Online shoppers don’t always care about faster delivery
What: In the customers’ eyes, fast deliveries might be less important than possibility to choose the delivery date and time slot.
Why it is important: Fast and ultra-fast deliveries are costly and put organisations on strain. If it appears that this attribute is not even that important, compared to other options, to customers, this learning might bring some fresh air to department stores and help them to focalise on the quality of the delivery, not its speed.
The Covid-19 pandemic modified the way customers shop, as in 2020, online buying accounted for 18% of worldwide retail sales, from 9% in 2018. This has naturally led all retailers worldwide to rethink their omnichannel strategy and make sure they are efficient in terms of speed of delivery.
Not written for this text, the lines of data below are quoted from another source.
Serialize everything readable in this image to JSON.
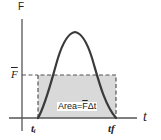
{
  "diagram": {
    "y_axis_label": "F",
    "x_axis_label": "t",
    "average_force_label": "F̄",
    "average_force_bar_char": "F",
    "start_time_label": "tᵢ",
    "end_time_label": "t_f",
    "start_time_text": "tᵢ",
    "end_time_text": "tf",
    "area_label": "Area=F̄Δt",
    "area_label_prefix": "Area=",
    "area_label_F": "F",
    "area_label_suffix": "Δt",
    "colors": {
      "axis": "#555555",
      "curve": "#3a3a3a",
      "rectangle_fill": "#d9d9d9",
      "dashed_border": "#555555",
      "text": "#222222"
    },
    "elements": [
      {
        "type": "axis",
        "name": "force-axis",
        "label": "F"
      },
      {
        "type": "axis",
        "name": "time-axis",
        "label": "t"
      },
      {
        "type": "curve",
        "name": "force-pulse-curve",
        "shape": "bell"
      },
      {
        "type": "rectangle",
        "name": "average-force-rectangle",
        "style": "dashed",
        "fill": "gray"
      }
    ]
  }
}
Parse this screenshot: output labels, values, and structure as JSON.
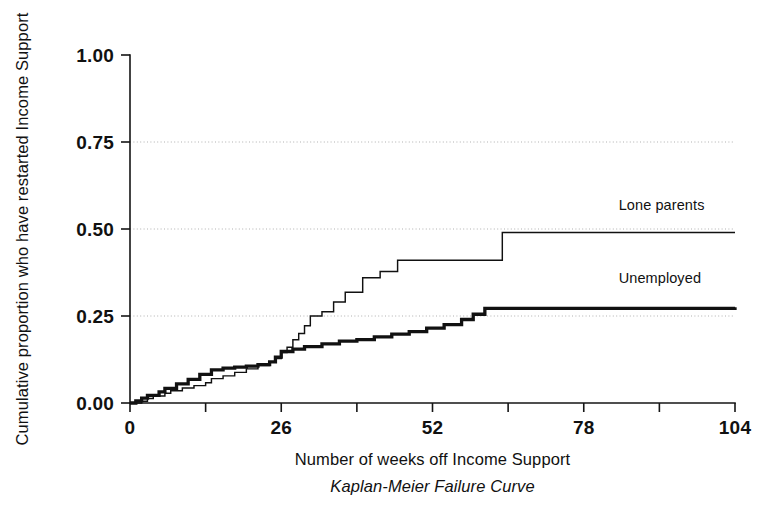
{
  "chart_data": {
    "type": "line",
    "title": "",
    "caption": "Kaplan-Meier Failure Curve",
    "xlabel": "Number of weeks off Income Support",
    "ylabel": "Cumulative proportion who have restarted Income Support",
    "xlim": [
      0,
      104
    ],
    "ylim": [
      0,
      1.0
    ],
    "xticks": [
      0,
      26,
      52,
      78,
      104
    ],
    "xticklabels": [
      "0",
      "26",
      "52",
      "78",
      "104"
    ],
    "yticks": [
      0.0,
      0.25,
      0.5,
      0.75,
      1.0
    ],
    "yticklabels": [
      "0.00",
      "0.25",
      "0.50",
      "0.75",
      "1.00"
    ],
    "grid": "horizontal-dotted-at-0.25-0.50-0.75",
    "legend_position": "inline-right-labels",
    "step_style": "post",
    "series": [
      {
        "name": "Lone parents",
        "style": "thin",
        "label_x": 84,
        "label_y": 0.555,
        "x": [
          0,
          2,
          3,
          4,
          6,
          7,
          9,
          11,
          13,
          14,
          16,
          18,
          20,
          22,
          24,
          25,
          26,
          27,
          28,
          29,
          30,
          31,
          33,
          35,
          37,
          40,
          43,
          46,
          64,
          104
        ],
        "y": [
          0.0,
          0.005,
          0.013,
          0.02,
          0.028,
          0.035,
          0.043,
          0.05,
          0.058,
          0.07,
          0.078,
          0.088,
          0.098,
          0.108,
          0.118,
          0.128,
          0.145,
          0.16,
          0.182,
          0.2,
          0.222,
          0.25,
          0.262,
          0.29,
          0.318,
          0.36,
          0.378,
          0.41,
          0.49,
          0.49
        ]
      },
      {
        "name": "Unemployed",
        "style": "thick",
        "label_x": 84,
        "label_y": 0.345,
        "x": [
          0,
          1,
          2,
          3,
          5,
          6,
          8,
          10,
          12,
          14,
          16,
          18,
          20,
          22,
          24,
          25,
          26,
          28,
          30,
          33,
          36,
          39,
          42,
          45,
          48,
          51,
          54,
          57,
          59,
          61,
          104
        ],
        "y": [
          0.0,
          0.006,
          0.014,
          0.022,
          0.032,
          0.042,
          0.055,
          0.068,
          0.082,
          0.095,
          0.1,
          0.103,
          0.106,
          0.11,
          0.118,
          0.132,
          0.148,
          0.155,
          0.162,
          0.17,
          0.178,
          0.182,
          0.19,
          0.198,
          0.205,
          0.215,
          0.225,
          0.24,
          0.255,
          0.272,
          0.275
        ]
      }
    ]
  },
  "plot": {
    "left": 130,
    "right": 735,
    "top": 55,
    "bottom": 403
  }
}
This, of course, severely impacts their financial structure as fast delivery is a costly feature which needs to be integrated in a price structure which has not changed from the customers’ point of view.
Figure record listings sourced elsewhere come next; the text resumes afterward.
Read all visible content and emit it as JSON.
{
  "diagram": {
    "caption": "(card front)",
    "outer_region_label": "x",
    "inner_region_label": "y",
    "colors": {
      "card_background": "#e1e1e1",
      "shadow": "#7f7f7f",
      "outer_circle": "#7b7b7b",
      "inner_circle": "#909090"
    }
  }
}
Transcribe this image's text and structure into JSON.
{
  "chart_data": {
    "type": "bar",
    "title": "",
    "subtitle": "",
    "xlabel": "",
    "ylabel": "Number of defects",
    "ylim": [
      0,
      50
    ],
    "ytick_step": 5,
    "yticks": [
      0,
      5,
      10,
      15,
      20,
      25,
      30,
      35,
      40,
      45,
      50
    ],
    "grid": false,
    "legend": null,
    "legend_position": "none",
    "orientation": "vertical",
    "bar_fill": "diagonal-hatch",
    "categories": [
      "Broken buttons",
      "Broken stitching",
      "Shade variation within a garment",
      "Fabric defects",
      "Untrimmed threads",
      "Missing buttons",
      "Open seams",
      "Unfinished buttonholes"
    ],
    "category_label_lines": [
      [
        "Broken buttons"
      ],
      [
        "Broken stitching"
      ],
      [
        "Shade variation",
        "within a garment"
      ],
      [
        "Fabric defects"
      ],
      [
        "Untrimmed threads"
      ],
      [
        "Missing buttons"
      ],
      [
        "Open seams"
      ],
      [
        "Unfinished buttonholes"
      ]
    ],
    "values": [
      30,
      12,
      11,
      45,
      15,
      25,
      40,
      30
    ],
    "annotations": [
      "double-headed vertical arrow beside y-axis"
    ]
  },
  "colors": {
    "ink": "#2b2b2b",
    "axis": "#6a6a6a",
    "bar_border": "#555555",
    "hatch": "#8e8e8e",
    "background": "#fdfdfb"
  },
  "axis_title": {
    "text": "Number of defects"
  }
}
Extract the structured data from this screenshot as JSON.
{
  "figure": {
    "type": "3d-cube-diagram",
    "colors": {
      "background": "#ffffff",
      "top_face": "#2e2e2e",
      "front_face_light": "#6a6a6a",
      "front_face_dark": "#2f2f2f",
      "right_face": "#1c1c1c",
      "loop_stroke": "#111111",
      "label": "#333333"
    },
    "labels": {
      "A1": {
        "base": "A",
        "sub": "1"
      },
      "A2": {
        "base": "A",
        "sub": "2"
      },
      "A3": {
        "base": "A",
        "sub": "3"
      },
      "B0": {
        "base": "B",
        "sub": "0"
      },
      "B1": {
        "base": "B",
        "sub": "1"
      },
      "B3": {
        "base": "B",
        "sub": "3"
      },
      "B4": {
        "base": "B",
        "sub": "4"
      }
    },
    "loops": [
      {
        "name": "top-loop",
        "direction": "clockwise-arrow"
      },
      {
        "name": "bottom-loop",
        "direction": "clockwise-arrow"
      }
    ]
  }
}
MITSloan helped a grocer to make proper choices about inventory location in order to minimize time between placement of online order and its receipt. When questioning the very basis, i.e. the assumption that the delivery needed to be fast, the study showed that customers have different approaches when it comes to choosing between having to pay for delivery speed, delivery precision or delivery day choice.
The methodology was based on the past sales analysis of a grocery chain, comparing what was ordered, the available home delivery time shown to the customer and the slot finally selected. It showed that Speed is not the only or the main criteria for choice. Indeed, customers value the time slot precision (duration of the delivery time window) as well as the day choice (availability of times slots across days of the week).
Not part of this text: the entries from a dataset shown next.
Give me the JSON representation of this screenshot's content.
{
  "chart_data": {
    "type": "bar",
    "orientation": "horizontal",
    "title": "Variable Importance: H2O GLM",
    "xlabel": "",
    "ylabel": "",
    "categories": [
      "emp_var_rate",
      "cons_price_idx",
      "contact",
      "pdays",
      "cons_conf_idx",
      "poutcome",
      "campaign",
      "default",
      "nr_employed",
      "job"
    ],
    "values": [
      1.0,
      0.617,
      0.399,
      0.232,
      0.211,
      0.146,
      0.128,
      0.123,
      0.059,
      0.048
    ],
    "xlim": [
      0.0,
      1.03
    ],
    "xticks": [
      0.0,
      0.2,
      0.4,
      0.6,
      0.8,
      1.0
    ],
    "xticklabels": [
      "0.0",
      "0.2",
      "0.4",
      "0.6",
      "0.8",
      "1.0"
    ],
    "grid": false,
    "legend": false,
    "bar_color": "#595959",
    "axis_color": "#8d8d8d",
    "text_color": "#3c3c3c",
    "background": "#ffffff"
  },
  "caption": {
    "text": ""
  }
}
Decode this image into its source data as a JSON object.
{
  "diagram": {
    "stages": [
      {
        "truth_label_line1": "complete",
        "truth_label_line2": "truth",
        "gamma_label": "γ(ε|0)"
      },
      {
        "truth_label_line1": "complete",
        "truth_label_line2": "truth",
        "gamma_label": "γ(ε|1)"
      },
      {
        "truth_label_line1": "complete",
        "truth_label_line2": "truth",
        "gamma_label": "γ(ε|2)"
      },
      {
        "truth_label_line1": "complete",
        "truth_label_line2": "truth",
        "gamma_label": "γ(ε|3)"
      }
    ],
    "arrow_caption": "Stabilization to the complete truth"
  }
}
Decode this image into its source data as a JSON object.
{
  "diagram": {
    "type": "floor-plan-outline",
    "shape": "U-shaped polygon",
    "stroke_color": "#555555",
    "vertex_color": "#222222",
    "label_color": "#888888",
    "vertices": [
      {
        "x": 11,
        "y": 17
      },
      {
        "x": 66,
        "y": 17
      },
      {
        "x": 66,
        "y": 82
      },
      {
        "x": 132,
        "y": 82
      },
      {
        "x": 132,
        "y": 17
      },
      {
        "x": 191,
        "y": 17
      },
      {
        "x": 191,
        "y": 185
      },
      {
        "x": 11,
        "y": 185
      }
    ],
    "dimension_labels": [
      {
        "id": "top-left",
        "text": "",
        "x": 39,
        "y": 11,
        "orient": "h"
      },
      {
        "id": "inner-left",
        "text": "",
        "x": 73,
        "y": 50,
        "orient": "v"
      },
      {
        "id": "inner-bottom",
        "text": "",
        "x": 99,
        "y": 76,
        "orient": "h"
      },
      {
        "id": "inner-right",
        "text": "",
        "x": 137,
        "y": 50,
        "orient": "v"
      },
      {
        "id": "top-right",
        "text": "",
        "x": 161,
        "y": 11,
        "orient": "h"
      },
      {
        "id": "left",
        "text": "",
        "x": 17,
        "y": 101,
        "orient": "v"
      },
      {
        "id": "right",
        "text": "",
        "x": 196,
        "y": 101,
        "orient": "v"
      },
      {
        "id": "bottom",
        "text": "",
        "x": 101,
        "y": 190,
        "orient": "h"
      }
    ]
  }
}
On average, a customer is willing to wait 10.8 hour longer for a delivery if the time window is an hour shorter, and 7.5 hour longer is the delivery can be received on a preferred day of the week. It also goes with the order value and basket size: customers with large baskets are willing to pay more to improve delivery by one hour, for instance.
Now that panic-buying, induced by the pandemic, is over, retailers needs to analysis the data and understand the delivery attributes that drive loyalty and repeat purchase, instead of trying to align with bigger players which might not either have the right approach.